- 727
An American silver tankard, Cornelius Kierstede, New York and New Haven circa 1720-30
Description
- height 7 in.
- 17.8 cm
Provenance
?John or Joseph Waln, to their nephew or great-nephew
Nicholas Waln (1742-1813), to his wife
Sarah Richardson Waln (m. 1771), to her son
William Waln (1775-1825), to his daughter
Sarah Waln (1806-1886), to her daughter
Mary Waln Wilcox (Mrs. A.D. Campbell; b. 1843, m. 1870, d. after 1921 exhibition)
Purchased by Walter Jeffords in April 1935, from "Mr. Reath, Philadelphia" for $3,000; in the 1938 exhibition as belonging to Mrs. Campbell Madeira, deceased.
Exhibited
Philadelphia 1921: Pennsylvania Museum Bulletin: Special Silver Catalogue, 68 (June 1921): no.78
Philadelphia 1938: The Pennsylvania Society of the Colonial Dames of America. Three Centuries of Historic Silver, 1938, no. 39
Literature
Catalogue Note
In 1898, Robert Moon's history of the Morris family illustrates this tankard and identifies it as having originally belonged to William Morris and left in his will to his granddaughter Sarah (Richardson) Waln.
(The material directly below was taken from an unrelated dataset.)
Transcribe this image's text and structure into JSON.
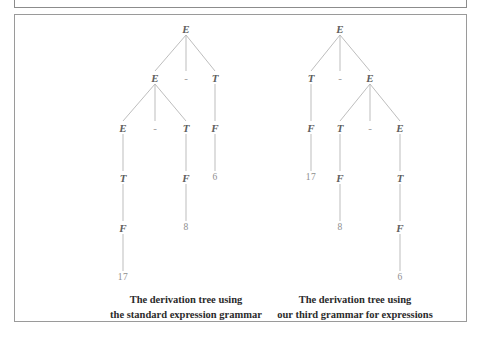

However, the initials engraved on the piece suggest that instead it descended in the family of Sarah's husband Nicholas Waln, in Philadelphia and Bucks and Chester Counties.
While the dating is inexact, one possibility is Nicholas Waln's uncle Joseph Waln, either as a christening gift or a very early commission, as he was born in 1722 and married in 1747. Another possibility is Nicholas' great-uncle John Waln, born in 1694, married in 1717 to Jane Mifflin, but seemingly dead by 1720. In correspondance with John Marshall Phillips, Jeffords suggested the original owner was Jacob Whalen, but no one by this name has been located.
Cornelius Kierstede (1674-c. 1757) was born on Christmas day to an established New York family; he was the nephew by marriage of Benjamin and Jesse Kip (lot 741). He became a freeman in 1698 when the fee was dropped as part of a political scheme; he registered again in 1702. He married in New York in 1703 but the his first child was baptised in Albany, indicating time in that city; he was back in New York for the baptism of another child in 1706. In 1721/2 Kierstede became involved in copper mining outside New Haven. In 1727 he was still living partly in New York, though acquiring property in Connecticut, and by 1740/1 he was described as "of New Haven." In 1753 a New Haven court moved to administer his property "by reason of his advanced age & Infirmities" (Waters 2000 p. 143), and he may have died in New Jersey in 1757.